The world is too much
Please let's not bring the world to dinner
Thursday is Thanksgiving Day in the United States. This holiday is celebrated with traditional foods and desserts … and dinner conversations about gratitude.
Ordinarily, I am grateful for health and relationships on Thanksgiving Day … at least those are thanks I share at dinner. (All of us here know I wear my gratitude proudly.) And dinner conversations are like hugs. Ordinarily.
Thanksgiving in 2025 feels different from prior years. I feel the wrecking ball that is swinging through our civil liberties and environmental protections. I feel deeply disappointed by brazen abuses of power. Daily.
Current events are relentless and triggering. Girls (children) trafficked, used and silenced. Their abusers protected behind smokescreens and privilege.
Some days, the world is to much.1
The world is too much with us; late and soon,
Getting and spending we lay waste our powers;
Little we see in Nature that is ours;
We have given our hearts away, a sordid boon!
- from “The World Is Too Much with Us” by William Wordsworth
So, I offer this heartfelt public service announcement on behalf of sensitive people everywhere: please, let’s not bring the world with us to the dinner table on Thanksgiving this year.
I imagine that I’m not the only person who has a twinge of fear about this … and I cannot pretend the aforementioned topics have not triggered some of us at dinner on even our best days.
The most recent dinner table trigger happened this summer over ice cream cake. A story about two family dogs and a sexually transmitted infection (STI) was told by someone who innocently thought it was hilarious: a small, male dog had humped the leg of a large, female dog and ended up with a so-called STI.
(I call the storytelling innocent here because it was not told with intent to upset anyone … and he certainly didn’t expect me to blow my stack.)
Topic: A family male humping a family female without consent. I should have walked away in that moment.
That’s not funny, I said.
The storyteller, insisting it was hilarious, doubled-down and rephrased: Jolene GAVE Little Finger an STI.2
It’s not funny, I maintained.
You don’t get it.
I think he explained some more … I only remember being confused and disappointed. I sensed a building-up of frustration. (Another moment when I could have put down my ice cream cake and walked away.)
No, YOU don’t get it. (I spoke emphatically to communicate that I was defending the female dog with all of my might.) Jolene did not GIVE anything. Jolene’s leg was humped by Little Finger … any irritation to his penis is on him.
I took a breath. Maybe I should have taken many breaths but I didn’t because the frustration-turning-into-panic was overwhelming. So I continued:
My leg was humped on a crowded bus in Rome and if that man had any irritation to his penis afterward, he did that to himself. I did not give him anything. He took.
The storyteller looked stunned.
What did you do? he asked.
Nothing, I said. His aghast look that I did nothing while my leg was humped by a stranger on a bus was what prompted my explanation:
I froze. Being frozen and silent was my learned response in childhood.3
I reminded him that I had been molested by my father as a way to explain why the freeze response was in my muscle memory. And then I walked away.
This retelling may not reflect our exact words … I was hurt, angry and stunned that someone was normalizing assault and blaming the female who simply reacted by freezing.
Later, he said something about me not understanding that he was talking about dogs. I think I said something about triggers and coming on a bit strong.
REFLECTION:
Even now, writing about this memory is painful and difficult:
I am not ashamed that I froze on the bus.
I regret jumping on the storyteller. I wish I had just walked away. Instead, I defended Jolene’s honor … a gesture that only made sense to me.
I know this story / this feeling / this panic keeps me in that terrible moment until I release it. I am officially releasing it now … and for this I am grateful.
THANK YOU:
Thank you for reading and engaging with Old Grateful™. In this moment, I am grateful for feeling more like myself and SO deeply grateful for each subscriber to this Old Grateful™ substack.
Whether you’re supporting my work with a free or paid account, I appreciate each of you. In the coming days/weeks, changes to this substack will make engagement and Reiki simpler. More soon with my thanks.
As I type this sentence — the world is too much — I recall the sonnet by Wordsworth. I am grateful for this memory of studying English Romantic poets in college, including “The World Is Too Much with Us” published in 1807 in Poems, in Two Volumes by William Wordsworth.
I’ve changed the dogs’ names.
The childhood abuse was not new information for the storyteller. The assault on the bus was news to him.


Work task: Where a line holds the word "figure", count it, then give only the total for the entries below.

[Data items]
------

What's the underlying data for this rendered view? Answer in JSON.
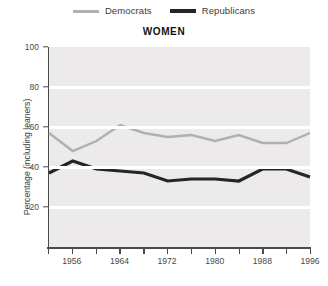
{
  "chart_data": {
    "type": "line",
    "title": "WOMEN",
    "xlabel": "",
    "ylabel": "Percentage (including leaners)",
    "ylim": [
      0,
      100
    ],
    "xlim": [
      1952,
      1996
    ],
    "yticks": [
      20,
      40,
      60,
      80,
      100
    ],
    "xticks": [
      1952,
      1956,
      1960,
      1964,
      1968,
      1972,
      1976,
      1980,
      1984,
      1988,
      1992,
      1996
    ],
    "xtick_labels": [
      "",
      "1956",
      "",
      "1964",
      "",
      "1972",
      "",
      "1980",
      "",
      "1988",
      "",
      "1996"
    ],
    "grid": "horizontal",
    "legend_position": "top-center",
    "x": [
      1952,
      1956,
      1960,
      1964,
      1968,
      1972,
      1976,
      1980,
      1984,
      1988,
      1992,
      1996
    ],
    "series": [
      {
        "name": "Democrats",
        "color": "#b0b0b0",
        "values": [
          57,
          48,
          53,
          61,
          57,
          55,
          56,
          53,
          56,
          52,
          52,
          57
        ]
      },
      {
        "name": "Republicans",
        "color": "#252525",
        "values": [
          37,
          43,
          39,
          38,
          37,
          33,
          34,
          34,
          33,
          39,
          39,
          35
        ]
      }
    ]
  },
  "legend": {
    "items": [
      {
        "label": "Democrats",
        "color": "#b0b0b0"
      },
      {
        "label": "Republicans",
        "color": "#252525"
      }
    ]
  },
  "axes": {
    "y_title": "Percentage (including leaners)",
    "y_labels": [
      "100",
      "80",
      "60",
      "40",
      "20"
    ],
    "x_labels": [
      "1956",
      "1964",
      "1972",
      "1980",
      "1988",
      "1996"
    ]
  },
  "title": "WOMEN",
  "colors": {
    "plot_background": "#eceaea",
    "gridline": "#ffffff",
    "axis": "#4a4a4a",
    "democrat": "#b0b0b0",
    "republican": "#252525"
  }
}
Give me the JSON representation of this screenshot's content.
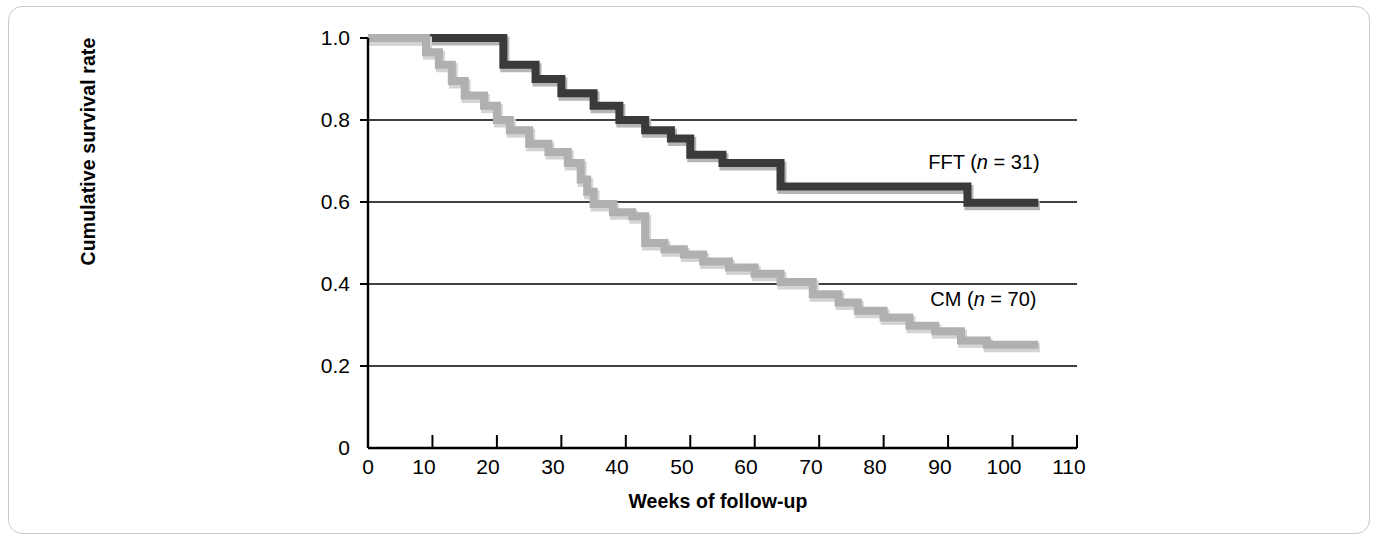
{
  "figure": {
    "kind": "kaplan-meier-survival-plot",
    "background_color": "#ffffff",
    "frame_color": "#c9c9c9"
  },
  "axes": {
    "y_label": "Cumulative survival rate",
    "x_label": "Weeks of follow-up",
    "y_ticks": [
      "1.0",
      "0.8",
      "0.6",
      "0.4",
      "0.2",
      "0"
    ],
    "x_ticks": [
      "0",
      "10",
      "20",
      "30",
      "40",
      "50",
      "60",
      "70",
      "80",
      "90",
      "100",
      "110"
    ],
    "axis_color": "#000000",
    "grid_color": "#000000"
  },
  "legend": {
    "fft": {
      "prefix": "FFT (",
      "n_symbol": "n",
      "equals": " = ",
      "value": "31",
      "suffix": ")"
    },
    "cm": {
      "prefix": "CM (",
      "n_symbol": "n",
      "equals": " = ",
      "value": "70",
      "suffix": ")"
    }
  },
  "chart_data": {
    "type": "line",
    "title": "",
    "xlabel": "Weeks of follow-up",
    "ylabel": "Cumulative survival rate",
    "xlim": [
      0,
      110
    ],
    "ylim": [
      0,
      1.0
    ],
    "x_ticks": [
      0,
      10,
      20,
      30,
      40,
      50,
      60,
      70,
      80,
      90,
      100,
      110
    ],
    "y_ticks": [
      0,
      0.2,
      0.4,
      0.6,
      0.8,
      1.0
    ],
    "grid": "horizontal",
    "legend_position": "inline-right",
    "step_style": "post",
    "series": [
      {
        "name": "FFT (n = 31)",
        "color": "#3a3a3a",
        "shadow_color": "#b5b5b5",
        "label_x": 104,
        "label_y": 0.655,
        "points": [
          [
            0,
            1.0
          ],
          [
            21,
            1.0
          ],
          [
            21,
            0.935
          ],
          [
            26,
            0.935
          ],
          [
            26,
            0.9
          ],
          [
            30,
            0.9
          ],
          [
            30,
            0.865
          ],
          [
            35,
            0.865
          ],
          [
            35,
            0.835
          ],
          [
            39,
            0.835
          ],
          [
            39,
            0.8
          ],
          [
            43,
            0.8
          ],
          [
            43,
            0.775
          ],
          [
            47,
            0.775
          ],
          [
            47,
            0.755
          ],
          [
            50,
            0.755
          ],
          [
            50,
            0.715
          ],
          [
            55,
            0.715
          ],
          [
            55,
            0.695
          ],
          [
            64,
            0.695
          ],
          [
            64,
            0.638
          ],
          [
            93,
            0.638
          ],
          [
            93,
            0.598
          ],
          [
            104,
            0.598
          ]
        ]
      },
      {
        "name": "CM (n = 70)",
        "color": "#b0b0b0",
        "shadow_color": "#d4d4d4",
        "label_x": 104,
        "label_y": 0.318,
        "points": [
          [
            0,
            1.0
          ],
          [
            9,
            1.0
          ],
          [
            9,
            0.965
          ],
          [
            11,
            0.965
          ],
          [
            11,
            0.935
          ],
          [
            13,
            0.935
          ],
          [
            13,
            0.895
          ],
          [
            15,
            0.895
          ],
          [
            15,
            0.86
          ],
          [
            18,
            0.86
          ],
          [
            18,
            0.835
          ],
          [
            20,
            0.835
          ],
          [
            20,
            0.8
          ],
          [
            22,
            0.8
          ],
          [
            22,
            0.775
          ],
          [
            25,
            0.775
          ],
          [
            25,
            0.742
          ],
          [
            28,
            0.742
          ],
          [
            28,
            0.722
          ],
          [
            31,
            0.722
          ],
          [
            31,
            0.695
          ],
          [
            33,
            0.695
          ],
          [
            33,
            0.655
          ],
          [
            34,
            0.655
          ],
          [
            34,
            0.625
          ],
          [
            35,
            0.625
          ],
          [
            35,
            0.595
          ],
          [
            38,
            0.595
          ],
          [
            38,
            0.575
          ],
          [
            41,
            0.575
          ],
          [
            41,
            0.565
          ],
          [
            43,
            0.565
          ],
          [
            43,
            0.5
          ],
          [
            46,
            0.5
          ],
          [
            46,
            0.485
          ],
          [
            49,
            0.485
          ],
          [
            49,
            0.472
          ],
          [
            52,
            0.472
          ],
          [
            52,
            0.455
          ],
          [
            56,
            0.455
          ],
          [
            56,
            0.44
          ],
          [
            60,
            0.44
          ],
          [
            60,
            0.425
          ],
          [
            64,
            0.425
          ],
          [
            64,
            0.405
          ],
          [
            69,
            0.405
          ],
          [
            69,
            0.375
          ],
          [
            73,
            0.375
          ],
          [
            73,
            0.355
          ],
          [
            76,
            0.355
          ],
          [
            76,
            0.335
          ],
          [
            80,
            0.335
          ],
          [
            80,
            0.318
          ],
          [
            84,
            0.318
          ],
          [
            84,
            0.298
          ],
          [
            88,
            0.298
          ],
          [
            88,
            0.285
          ],
          [
            92,
            0.285
          ],
          [
            92,
            0.262
          ],
          [
            96,
            0.262
          ],
          [
            96,
            0.252
          ],
          [
            104,
            0.252
          ]
        ]
      }
    ]
  }
}
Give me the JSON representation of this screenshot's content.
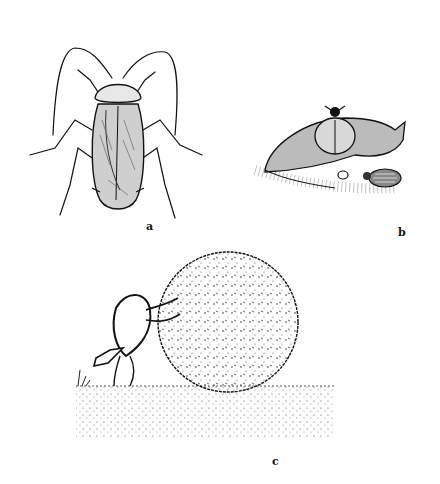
{
  "figure": {
    "panels": [
      {
        "id": "a",
        "label": "a",
        "subject": "cockroach",
        "view": "dorsal"
      },
      {
        "id": "b",
        "label": "b",
        "subject": "carrion beetles on dead mouse"
      },
      {
        "id": "c",
        "label": "c",
        "subject": "dung beetle rolling dung ball"
      }
    ],
    "colors": {
      "ink": "#111111",
      "background": "#ffffff",
      "ground": "#555555"
    }
  }
}
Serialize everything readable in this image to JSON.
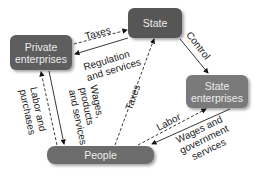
{
  "nodes": {
    "private_enterprises": "Private enterprises",
    "state": "State",
    "state_enterprises": "State enterprises",
    "people": "People"
  },
  "edges": [
    {
      "from": "Private enterprises",
      "to": "State",
      "label": "Taxes",
      "style": "dashed"
    },
    {
      "from": "State",
      "to": "Private enterprises",
      "label": "Regulation and services",
      "style": "solid"
    },
    {
      "from": "State",
      "to": "State enterprises",
      "label": "Control",
      "style": "solid"
    },
    {
      "from": "People",
      "to": "State",
      "label": "Taxes",
      "style": "dashed"
    },
    {
      "from": "People",
      "to": "Private enterprises",
      "label": "Labor and purchases",
      "style": "dashed"
    },
    {
      "from": "Private enterprises",
      "to": "People",
      "label": "Wages, products and services",
      "style": "solid"
    },
    {
      "from": "People",
      "to": "State enterprises",
      "label": "Labor",
      "style": "dashed"
    },
    {
      "from": "State enterprises",
      "to": "People",
      "label": "Wages and government services",
      "style": "solid"
    }
  ],
  "labels": {
    "taxes_top": "Taxes",
    "regulation_1": "Regulation",
    "regulation_2": "and services",
    "control": "Control",
    "taxes_people": "Taxes",
    "labor_purchases_1": "Labor and",
    "labor_purchases_2": "purchases",
    "wages_1": "Wages,",
    "wages_2": "products",
    "wages_3": "and services",
    "labor": "Labor",
    "gov_1": "Wages and",
    "gov_2": "government",
    "gov_3": "services"
  }
}
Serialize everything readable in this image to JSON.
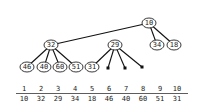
{
  "tree": {
    "nodes": [
      {
        "id": "n10",
        "label": "10",
        "x": 149,
        "y": 23
      },
      {
        "id": "n32",
        "label": "32",
        "x": 51,
        "y": 45
      },
      {
        "id": "n29",
        "label": "29",
        "x": 115,
        "y": 45
      },
      {
        "id": "n34",
        "label": "34",
        "x": 157,
        "y": 45
      },
      {
        "id": "n18",
        "label": "18",
        "x": 174,
        "y": 45
      },
      {
        "id": "n46",
        "label": "46",
        "x": 27,
        "y": 67
      },
      {
        "id": "n40",
        "label": "40",
        "x": 44,
        "y": 67
      },
      {
        "id": "n60",
        "label": "60",
        "x": 60,
        "y": 67
      },
      {
        "id": "n51",
        "label": "51",
        "x": 76,
        "y": 67
      },
      {
        "id": "n31",
        "label": "31",
        "x": 92,
        "y": 67
      }
    ],
    "null_leaves": [
      {
        "x": 108,
        "y": 68
      },
      {
        "x": 125,
        "y": 68
      },
      {
        "x": 142,
        "y": 67
      }
    ],
    "edges": [
      [
        "n10",
        "n32"
      ],
      [
        "n10",
        "n34"
      ],
      [
        "n10",
        "n18"
      ],
      [
        "n32",
        "n46"
      ],
      [
        "n32",
        "n40"
      ],
      [
        "n32",
        "n60"
      ],
      [
        "n32",
        "n51"
      ],
      [
        "n29",
        "n31"
      ]
    ],
    "null_edges_from": "n29"
  },
  "array_table": {
    "indices": [
      "1",
      "2",
      "3",
      "4",
      "5",
      "6",
      "7",
      "8",
      "9",
      "10"
    ],
    "values": [
      "10",
      "32",
      "29",
      "34",
      "18",
      "46",
      "40",
      "60",
      "51",
      "31"
    ]
  }
}
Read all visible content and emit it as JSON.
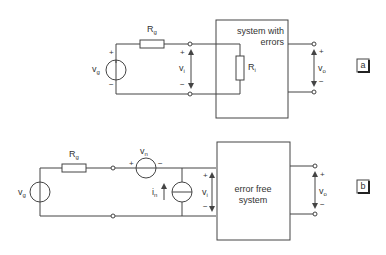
{
  "diagram_a": {
    "tag": "a",
    "source_label": "v",
    "source_sub": "g",
    "resistor_label": "R",
    "resistor_sub": "g",
    "input_voltage_label": "v",
    "input_voltage_sub": "i",
    "input_resistor_label": "R",
    "input_resistor_sub": "i",
    "output_voltage_label": "v",
    "output_voltage_sub": "o",
    "box_line1": "system with",
    "box_line2": "errors",
    "plus": "+",
    "minus": "−"
  },
  "diagram_b": {
    "tag": "b",
    "source_label": "v",
    "source_sub": "g",
    "resistor_label": "R",
    "resistor_sub": "g",
    "noise_voltage_label": "v",
    "noise_voltage_sub": "n",
    "noise_current_label": "i",
    "noise_current_sub": "n",
    "input_voltage_label": "v",
    "input_voltage_sub": "i",
    "output_voltage_label": "v",
    "output_voltage_sub": "o",
    "box_line1": "error free",
    "box_line2": "system",
    "plus": "+",
    "minus": "−"
  }
}
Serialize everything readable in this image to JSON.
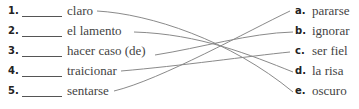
{
  "left_items": [
    {
      "number": "1.",
      "term": "claro"
    },
    {
      "number": "2.",
      "term": "el lamento"
    },
    {
      "number": "3.",
      "term": "hacer caso (de)"
    },
    {
      "number": "4.",
      "term": "traicionar"
    },
    {
      "number": "5.",
      "term": "sentarse"
    }
  ],
  "right_items": [
    {
      "letter": "a.",
      "term": "pararse"
    },
    {
      "letter": "b.",
      "term": "ignorar"
    },
    {
      "letter": "c.",
      "term": "ser fiel"
    },
    {
      "letter": "d.",
      "term": "la risa"
    },
    {
      "letter": "e.",
      "term": "oscuro"
    }
  ],
  "matches": [
    {
      "from": "1",
      "to": "e"
    },
    {
      "from": "2",
      "to": "d"
    },
    {
      "from": "3",
      "to": "b"
    },
    {
      "from": "4",
      "to": "c"
    },
    {
      "from": "5",
      "to": "a"
    }
  ],
  "line_color": "#888888"
}
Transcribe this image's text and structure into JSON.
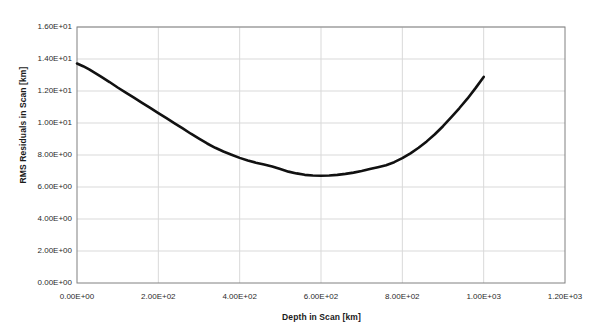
{
  "chart_data": {
    "type": "line",
    "title": "",
    "xlabel": "Depth in Scan [km]",
    "ylabel": "RMS Residuals in Scan [km]",
    "xlim": [
      0,
      1200
    ],
    "ylim": [
      0,
      16
    ],
    "grid": true,
    "legend": false,
    "line_color": "#111111",
    "line_width_px": 2.6,
    "xticks": [
      "0.00E+00",
      "2.00E+02",
      "4.00E+02",
      "6.00E+02",
      "8.00E+02",
      "1.00E+03",
      "1.20E+03"
    ],
    "xtick_values": [
      0,
      200,
      400,
      600,
      800,
      1000,
      1200
    ],
    "yticks": [
      "0.00E+00",
      "2.00E+00",
      "4.00E+00",
      "6.00E+00",
      "8.00E+00",
      "1.00E+01",
      "1.20E+01",
      "1.40E+01",
      "1.60E+01"
    ],
    "ytick_values": [
      0,
      2,
      4,
      6,
      8,
      10,
      12,
      14,
      16
    ],
    "series": [
      {
        "name": "RMS residuals vs depth",
        "x": [
          0,
          15,
          30,
          45,
          60,
          80,
          100,
          120,
          140,
          160,
          180,
          200,
          220,
          240,
          260,
          280,
          300,
          320,
          340,
          360,
          380,
          400,
          420,
          440,
          460,
          480,
          500,
          520,
          540,
          560,
          580,
          600,
          620,
          640,
          660,
          680,
          700,
          720,
          740,
          760,
          780,
          800,
          820,
          840,
          860,
          880,
          900,
          920,
          940,
          960,
          980,
          1000
        ],
        "y": [
          13.72,
          13.55,
          13.35,
          13.12,
          12.88,
          12.56,
          12.22,
          11.9,
          11.58,
          11.26,
          10.95,
          10.62,
          10.3,
          9.98,
          9.66,
          9.33,
          9.02,
          8.72,
          8.45,
          8.22,
          8.02,
          7.82,
          7.66,
          7.52,
          7.4,
          7.28,
          7.12,
          6.96,
          6.85,
          6.76,
          6.72,
          6.7,
          6.72,
          6.76,
          6.82,
          6.9,
          7.0,
          7.12,
          7.24,
          7.36,
          7.55,
          7.8,
          8.1,
          8.45,
          8.85,
          9.3,
          9.8,
          10.35,
          10.92,
          11.52,
          12.18,
          12.88
        ]
      }
    ]
  },
  "axes": {
    "y_axis_title": "RMS Residuals in Scan [km]",
    "x_axis_title": "Depth in Scan [km]"
  },
  "title_fragment": ""
}
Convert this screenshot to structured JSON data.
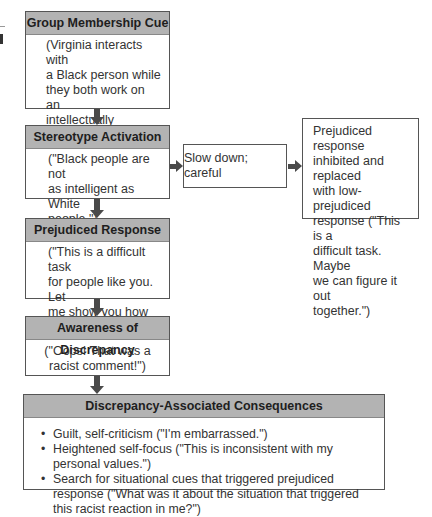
{
  "diagram": {
    "main_flow": [
      {
        "title": "Group Membership Cue",
        "text": "(Virginia interacts with a Black person while they both work on an intellectually challenging task.)",
        "lines": [
          "(Virginia interacts with",
          "a Black person while",
          "they both work on an",
          "intellectually",
          "challenging task.)"
        ]
      },
      {
        "title": "Stereotype Activation",
        "lines": [
          "(\"Black people are not",
          "as intelligent as White",
          "people.\")"
        ]
      },
      {
        "title": "Prejudiced Response",
        "lines": [
          "(\"This is a difficult task",
          "for people like you. Let",
          "me show you how to",
          "figure it out.\")"
        ]
      },
      {
        "title": "Awareness of Discrepancy",
        "lines": [
          "(\"Oops! That was a",
          "racist comment!\")"
        ]
      }
    ],
    "side_flow": {
      "slow_down": "Slow down; careful",
      "inhibited": {
        "lines": [
          "Prejudiced response",
          "inhibited and replaced",
          "with low-prejudiced",
          "response (\"This is a",
          "difficult task. Maybe",
          "we can figure it out",
          "together.\")"
        ]
      }
    },
    "consequences": {
      "title": "Discrepancy-Associated Consequences",
      "items": [
        "Guilt, self-criticism (\"I'm embarrassed.\")",
        "Heightened self-focus (\"This is inconsistent with my personal values.\")",
        "Search for situational cues that triggered prejudiced response (\"What was it about the situation that triggered this racist reaction in me?\")"
      ]
    }
  },
  "colors": {
    "header_fill": "#b3b3b3",
    "arrow": "#4a4a4a",
    "border": "#555555"
  }
}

------

Answer section: 4